Nature doesn’t draw straight lines,
although it feels like that sometimes.
I don’t end where you begin.
Myths of blood and myths of skin
serve to help us reproduce
but they’re open to abuse.
Borders set with a ruler
make us stupider and crueler
because that’s how we organise
ourselves into warring tribes.
Our biology’s the same,
it creates a two-team game,
a you and I out of a we,
so male and female’s all we see
when we’re gradients of both,
the ratios changing with growth
and age.
*
The point is language,
the tool we use to manage
our affairs, such a primitive
weapon, allows us to live
in this bewildering forest
only by slicing as it must
through impenetrable tangles
(unfathomable angles
our brains’ geometry must lop),
otherwise, we come to a stop.
*
Or we might take the birds-eye view
as gods and politicians do,
and see a certain tract of land
with a river in the sand
twisting out a natural border
between two states. There’s order
in this meandering split,
‘I know where I live, this is it,
you’re on your side and I’m on mine’
we say. But people near the line,
where there’s some kind of bow or bend,
may be closer where they stand
to the centre of the other
state than their sister or brother
on the river’s farther shore.
*
There’s no universal law
or diktat of clear division –
that’s a human imposition.
All the problems which arise
from this (the almost-truths, pure lies
and inconvenient facts
around feminism) detract
nothing from this central theme
that contrary to how it seems
we construct ourselves from words,
make boundaries, more or less absurd,
just so we can understand
some small part of this strange land
called existence we’re walking through.
*
Accepting we in place of you
and I is one part of the work
(the slow, careful, magical work)
we do as writers and readers –
outside of social media’s
toxic, real-time, hunting ground –
of listening to the startling sound
that plays in our one human voice.
We might not know we make a choice
but we do, each time we engage
in this enterprise called language,
which frees even as it restricts
and allows within its edicts
us to see a little further
than the biology of other.
*
Maybe one day you’ll see these lines,
or else you never will, that’s fine –
an amateur with time to spare
has no claim on a billionaire
whose own is no doubt dearly bought
and likely has already thought
through everything addressed above;
but I will post them here with love,
as evidence of my refrain
to all who find them in their brain:
it’s not true that we stand apart –
one doesn’t stop where others start.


- EXERCISE INSTRUCTIONS -
The answer must consist of every line below that holds the word "Original".

- Stored items from a collection -
═══

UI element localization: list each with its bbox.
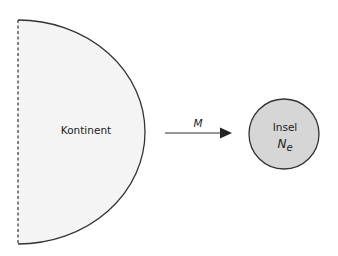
- effective-size-symbol: N: [277, 137, 286, 151]
- migration-label: M: [193, 117, 202, 129]
- island-model-diagram: Kontinent M Insel Ne: [0, 0, 338, 256]
- island-label: Insel: [273, 121, 298, 133]
- effective-size-subscript: e: [286, 142, 292, 153]
- continent-label: Kontinent: [61, 124, 111, 136]
- migration-arrow-head: [220, 128, 232, 139]
- island-shape: [249, 99, 319, 169]
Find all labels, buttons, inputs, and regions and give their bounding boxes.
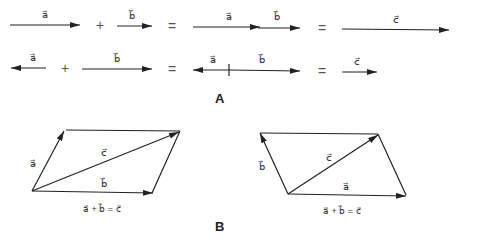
vector-b-label-r2: b⃗ [113, 52, 120, 64]
right-edge [152, 131, 180, 193]
vector-b-label-sum-r2: b⃗ [258, 53, 265, 65]
equation-left: a⃗ + b⃗ = c⃗ [83, 203, 121, 214]
right-edge-right [378, 134, 406, 195]
equals-sign: = [168, 18, 176, 34]
row2: a⃗ + b⃗ = a⃗ b⃗ = c⃗ [11, 52, 377, 79]
equation-right: a⃗ + b⃗ = c⃗ [323, 205, 361, 216]
vector-c-label: c⃗ [393, 14, 399, 25]
vector-a-label-sum: a⃗ [226, 11, 232, 22]
vector-a-label-r2: a⃗ [30, 52, 36, 63]
vector-c-label-r2: c⃗ [354, 56, 360, 67]
top-edge-right [260, 133, 378, 134]
label-b: b⃗ [100, 177, 107, 189]
base-a-arrow [288, 194, 406, 196]
label-a: a⃗ [30, 158, 36, 169]
equals-sign-r2: = [168, 61, 176, 77]
vector-c-arrow [342, 29, 449, 30]
vector-b-label: b⃗ [128, 9, 135, 21]
side-a-arrow [32, 131, 64, 191]
base-b-arrow [32, 191, 153, 193]
vector-a-label-sum-r2: a⃗ [210, 54, 216, 65]
section-label-a: A [215, 91, 225, 106]
label-c-right: c⃗ [326, 152, 332, 163]
section-label-b: B [215, 219, 224, 234]
label-c: c⃗ [101, 147, 107, 158]
equals-sign-2: = [318, 20, 326, 36]
plus-sign-r2: + [61, 60, 69, 76]
parallelogram-right: b⃗ c⃗ a⃗ a⃗ + b⃗ = c⃗ [258, 133, 406, 216]
parallelogram-left: a⃗ c⃗ b⃗ a⃗ + b⃗ = c⃗ [30, 130, 180, 214]
plus-sign: + [96, 17, 104, 33]
top-edge [66, 130, 180, 131]
vector-b-label-sum: b⃗ [273, 10, 280, 22]
label-b-right: b⃗ [258, 160, 265, 172]
label-a-right: a⃗ [343, 181, 349, 192]
vector-addition-diagram: a⃗ + b⃗ = a⃗ b⃗ = c⃗ a⃗ + b⃗ = a⃗ b⃗ = c… [0, 0, 480, 241]
row1: a⃗ + b⃗ = a⃗ b⃗ = c⃗ [10, 9, 449, 36]
equals-sign-2-r2: = [318, 63, 326, 79]
diagonal-c-arrow-right [288, 135, 378, 194]
vector-a-label: a⃗ [42, 9, 48, 20]
vector-b-arrow-sum-r2 [229, 70, 300, 71]
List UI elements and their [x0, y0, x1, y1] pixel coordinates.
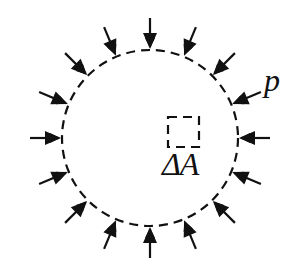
dashed-boundary-circle — [62, 50, 238, 226]
arrowhead-icon — [143, 227, 157, 243]
pressure-arrows — [30, 18, 270, 258]
arrowhead-icon — [45, 131, 61, 145]
area-element-square — [168, 117, 199, 147]
arrowhead-icon — [239, 131, 255, 145]
pressure-diagram — [0, 0, 300, 274]
pressure-label: p — [264, 62, 280, 99]
arrowhead-icon — [143, 33, 157, 49]
area-element-label: ΔA — [162, 146, 198, 183]
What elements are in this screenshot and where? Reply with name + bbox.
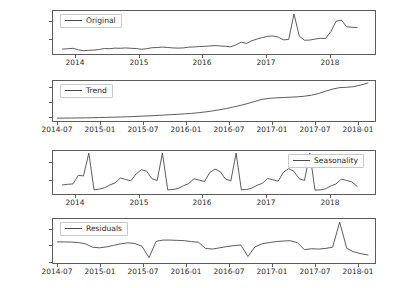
x-tick-label: 2018-01 — [343, 126, 374, 133]
x-tick-label: 2016-01 — [171, 268, 202, 275]
x-tick-label: 2015-01 — [85, 126, 116, 133]
x-tick-label: 2014-07 — [42, 268, 73, 275]
x-tick-label: 2017 — [257, 199, 276, 206]
x-tick-label: 2015-01 — [85, 268, 116, 275]
legend-seasonality: Seasonality — [288, 154, 364, 168]
x-tick-label: 2015-07 — [128, 126, 159, 133]
x-tick-label: 2015 — [130, 199, 149, 206]
x-tick-label: 2016-07 — [214, 268, 245, 275]
legend-label: Residuals — [86, 225, 122, 233]
legend-line-icon — [293, 160, 310, 161]
x-tick-label: 2017-07 — [300, 126, 331, 133]
x-tick-label: 2016-01 — [171, 126, 202, 133]
x-tick-label: 2017-07 — [300, 268, 331, 275]
x-tick-label: 2018-01 — [343, 268, 374, 275]
legend-trend: Trend — [60, 84, 113, 98]
x-tick-label: 2014 — [66, 199, 85, 206]
x-tick-label: 2017 — [257, 59, 276, 66]
x-tick-label: 2016 — [193, 199, 212, 206]
timeseries-decomposition-figure: 20000 10000 Original 2014 2015 2016 2017… — [0, 0, 393, 288]
legend-residuals: Residuals — [60, 222, 128, 236]
legend-label: Trend — [86, 87, 107, 95]
x-tick-label: 2014-07 — [42, 126, 73, 133]
x-tick-label: 2017-01 — [257, 126, 288, 133]
x-tick-label: 2015-07 — [128, 268, 159, 275]
legend-original: Original — [60, 14, 122, 28]
x-tick-label: 2016-07 — [214, 126, 245, 133]
legend-line-icon — [65, 228, 82, 229]
x-tick-label: 2016 — [193, 59, 212, 66]
x-tick-label: 2014 — [66, 59, 85, 66]
legend-line-icon — [65, 20, 82, 21]
legend-label: Seasonality — [314, 157, 358, 165]
x-tick-label: 2015 — [130, 59, 149, 66]
x-tick-label: 2017-01 — [257, 268, 288, 275]
legend-line-icon — [65, 90, 82, 91]
x-tick-label: 2018 — [321, 199, 340, 206]
x-tick-label: 2018 — [321, 59, 340, 66]
legend-label: Original — [86, 17, 116, 25]
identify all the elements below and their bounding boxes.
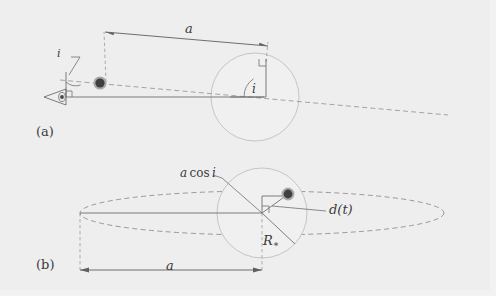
label-inclination-observer-a: i xyxy=(57,48,61,59)
label-projected-axis-b: a cos i xyxy=(180,167,216,179)
panel-tag-a: (a) xyxy=(36,125,54,138)
label-inclination-star-a: i xyxy=(252,83,256,95)
label-stellar-radius-b: R∗ xyxy=(263,234,279,248)
eye-icon-pupil-a xyxy=(60,95,64,99)
label-semimajor-axis-b: a xyxy=(166,259,174,272)
figure-container: (a) i a i (b) a cos i d(t) R∗ a xyxy=(0,0,496,296)
planet-dot-a xyxy=(95,78,104,87)
dimension-arrow-left-a-panel-b xyxy=(80,268,89,273)
planet-dot-b xyxy=(284,190,293,199)
panel-tag-b: (b) xyxy=(36,258,54,271)
label-projected-axis-cos-part: cos xyxy=(190,166,210,180)
label-projected-axis-i-part: i xyxy=(212,166,216,180)
eye-icon-a xyxy=(44,89,66,105)
label-separation-b: d(t) xyxy=(329,203,353,216)
label-stellar-radius-symbol: R xyxy=(263,233,273,248)
label-semimajor-axis-a: a xyxy=(185,22,193,35)
inclination-leader-a xyxy=(69,57,80,75)
panel-a-graphics xyxy=(44,32,448,141)
right-angle-marker-observer-a xyxy=(66,91,72,97)
label-stellar-radius-subscript: ∗ xyxy=(273,238,279,249)
panel-b-graphics xyxy=(80,168,444,272)
figure-vector-layer xyxy=(0,0,496,296)
inclination-arc-observer-a xyxy=(66,82,81,86)
planet-extension-dashed-a xyxy=(104,32,106,82)
dimension-arrow-right-a-panel-b xyxy=(253,268,262,273)
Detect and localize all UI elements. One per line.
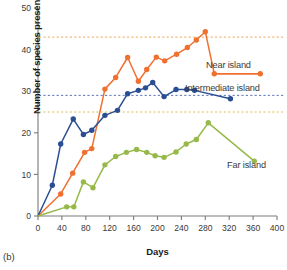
data-point <box>81 179 86 184</box>
y-axis-label: Number of species present <box>31 0 42 126</box>
data-point <box>144 150 149 155</box>
data-point <box>82 150 87 155</box>
tick-marks-group <box>34 8 277 220</box>
data-point <box>136 79 141 84</box>
x-tick-label: 400 <box>270 223 285 233</box>
data-point <box>136 88 141 93</box>
data-series-group <box>38 29 263 216</box>
data-point <box>89 128 94 133</box>
reference-lines-group <box>39 37 285 112</box>
data-point <box>174 51 179 56</box>
data-point <box>81 132 86 137</box>
data-point <box>71 116 76 121</box>
data-point <box>134 147 139 152</box>
data-point <box>58 191 63 196</box>
data-point <box>50 183 55 188</box>
x-tick-label: 240 <box>174 223 189 233</box>
data-point <box>185 45 190 50</box>
x-axis-label: Days <box>38 246 277 257</box>
species-accumulation-chart: 0102030405004080120160200240280320360400 <box>0 0 287 270</box>
data-point <box>71 204 76 209</box>
data-point <box>183 141 188 146</box>
data-point <box>173 87 178 92</box>
data-point <box>70 170 75 175</box>
data-point <box>203 29 208 34</box>
y-tick-label: 10 <box>21 170 31 180</box>
data-point <box>162 58 167 63</box>
data-point <box>194 37 199 42</box>
x-tick-label: 280 <box>198 223 213 233</box>
x-tick-label: 0 <box>36 223 41 233</box>
data-point <box>125 91 130 96</box>
series-label-intermediate-island: Intermediate island <box>185 83 260 93</box>
data-point <box>194 137 199 142</box>
x-tick-label: 200 <box>150 223 165 233</box>
x-tick-label: 160 <box>126 223 141 233</box>
axes-group <box>38 8 277 216</box>
series-line <box>38 123 254 216</box>
data-point <box>58 141 63 146</box>
data-point <box>115 108 120 113</box>
series-far-island <box>38 120 257 216</box>
y-tick-label: 0 <box>26 211 31 221</box>
data-point <box>228 96 233 101</box>
data-point <box>113 154 118 159</box>
series-label-near-island: Near island <box>206 60 251 70</box>
data-point <box>144 67 149 72</box>
series-label-far-island: Far island <box>227 160 266 170</box>
data-point <box>125 55 130 60</box>
data-point <box>90 185 95 190</box>
figure-panel-b: 0102030405004080120160200240280320360400… <box>0 0 287 270</box>
tick-labels-group: 0102030405004080120160200240280320360400 <box>21 3 284 232</box>
x-tick-label: 360 <box>246 223 261 233</box>
data-point <box>143 85 148 90</box>
data-point <box>206 120 211 125</box>
y-tick-label: 20 <box>21 128 31 138</box>
data-point <box>124 150 129 155</box>
data-point <box>161 94 166 99</box>
data-point <box>152 153 157 158</box>
panel-label: (b) <box>3 251 15 262</box>
data-point <box>150 80 155 85</box>
x-tick-label: 120 <box>103 223 118 233</box>
data-point <box>102 86 107 91</box>
x-tick-label: 80 <box>81 223 91 233</box>
data-point <box>64 204 69 209</box>
data-point <box>173 149 178 154</box>
data-point <box>102 162 107 167</box>
data-point <box>154 54 159 59</box>
x-tick-label: 320 <box>222 223 237 233</box>
x-tick-label: 40 <box>57 223 67 233</box>
data-point <box>89 146 94 151</box>
data-point <box>113 75 118 80</box>
data-point <box>102 113 107 118</box>
data-point <box>161 155 166 160</box>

═══

- FINISHED TASK -
timeseries-decomposition-figure: 20000 10000 Original 2014 2015 2016 2017… — [0, 0, 393, 288]
legend-original: Original — [60, 14, 122, 28]
legend-label: Original — [86, 17, 116, 25]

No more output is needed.